───── INPUT RECORDS

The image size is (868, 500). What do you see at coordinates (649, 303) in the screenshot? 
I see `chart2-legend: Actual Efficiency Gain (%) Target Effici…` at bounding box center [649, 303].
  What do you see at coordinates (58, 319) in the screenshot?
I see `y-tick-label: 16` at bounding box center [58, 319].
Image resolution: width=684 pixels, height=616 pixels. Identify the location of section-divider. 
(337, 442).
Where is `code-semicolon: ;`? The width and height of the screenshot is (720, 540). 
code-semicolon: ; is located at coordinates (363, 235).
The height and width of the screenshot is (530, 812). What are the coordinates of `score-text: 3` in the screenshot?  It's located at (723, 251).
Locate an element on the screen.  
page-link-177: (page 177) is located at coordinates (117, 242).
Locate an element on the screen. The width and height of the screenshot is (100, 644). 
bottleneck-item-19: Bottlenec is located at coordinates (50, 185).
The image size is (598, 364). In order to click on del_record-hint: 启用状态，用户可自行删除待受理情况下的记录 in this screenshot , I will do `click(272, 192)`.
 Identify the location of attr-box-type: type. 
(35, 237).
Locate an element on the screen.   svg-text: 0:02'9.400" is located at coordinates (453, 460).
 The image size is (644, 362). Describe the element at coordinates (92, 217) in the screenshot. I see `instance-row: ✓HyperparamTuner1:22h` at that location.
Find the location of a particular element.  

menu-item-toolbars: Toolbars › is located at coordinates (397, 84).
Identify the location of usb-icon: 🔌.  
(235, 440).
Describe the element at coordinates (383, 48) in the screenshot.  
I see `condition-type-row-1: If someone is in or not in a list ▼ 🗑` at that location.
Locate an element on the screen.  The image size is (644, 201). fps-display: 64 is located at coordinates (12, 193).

──────────

> _ABOUT THIS EXERCISE_
Every entry is to be repeated precisely as it stands.

> _TASK RESPONSE_
The image size is (868, 500). What do you see at coordinates (649, 303) in the screenshot? 
I see `chart2-legend: Actual Efficiency Gain (%) Target Effici…` at bounding box center [649, 303].
  What do you see at coordinates (58, 319) in the screenshot?
I see `y-tick-label: 16` at bounding box center [58, 319].
Image resolution: width=684 pixels, height=616 pixels. Identify the location of section-divider. 
(337, 442).
Where is `code-semicolon: ;`? The width and height of the screenshot is (720, 540). 
code-semicolon: ; is located at coordinates (363, 235).
The height and width of the screenshot is (530, 812). What are the coordinates of `score-text: 3` in the screenshot?  It's located at (723, 251).
Locate an element on the screen.  
page-link-177: (page 177) is located at coordinates (117, 242).
Locate an element on the screen. The width and height of the screenshot is (100, 644). 
bottleneck-item-19: Bottlenec is located at coordinates (50, 185).
The image size is (598, 364). In order to click on del_record-hint: 启用状态，用户可自行删除待受理情况下的记录 in this screenshot , I will do `click(272, 192)`.
 Identify the location of attr-box-type: type. 
(35, 237).
Locate an element on the screen.   svg-text: 0:02'9.400" is located at coordinates (453, 460).
 The image size is (644, 362). Describe the element at coordinates (92, 217) in the screenshot. I see `instance-row: ✓HyperparamTuner1:22h` at that location.
Find the location of a particular element.  

menu-item-toolbars: Toolbars › is located at coordinates (397, 84).
Identify the location of usb-icon: 🔌.  
(235, 440).
Describe the element at coordinates (383, 48) in the screenshot.  
I see `condition-type-row-1: If someone is in or not in a list ▼ 🗑` at that location.
Locate an element on the screen.  The image size is (644, 201). fps-display: 64 is located at coordinates (12, 193).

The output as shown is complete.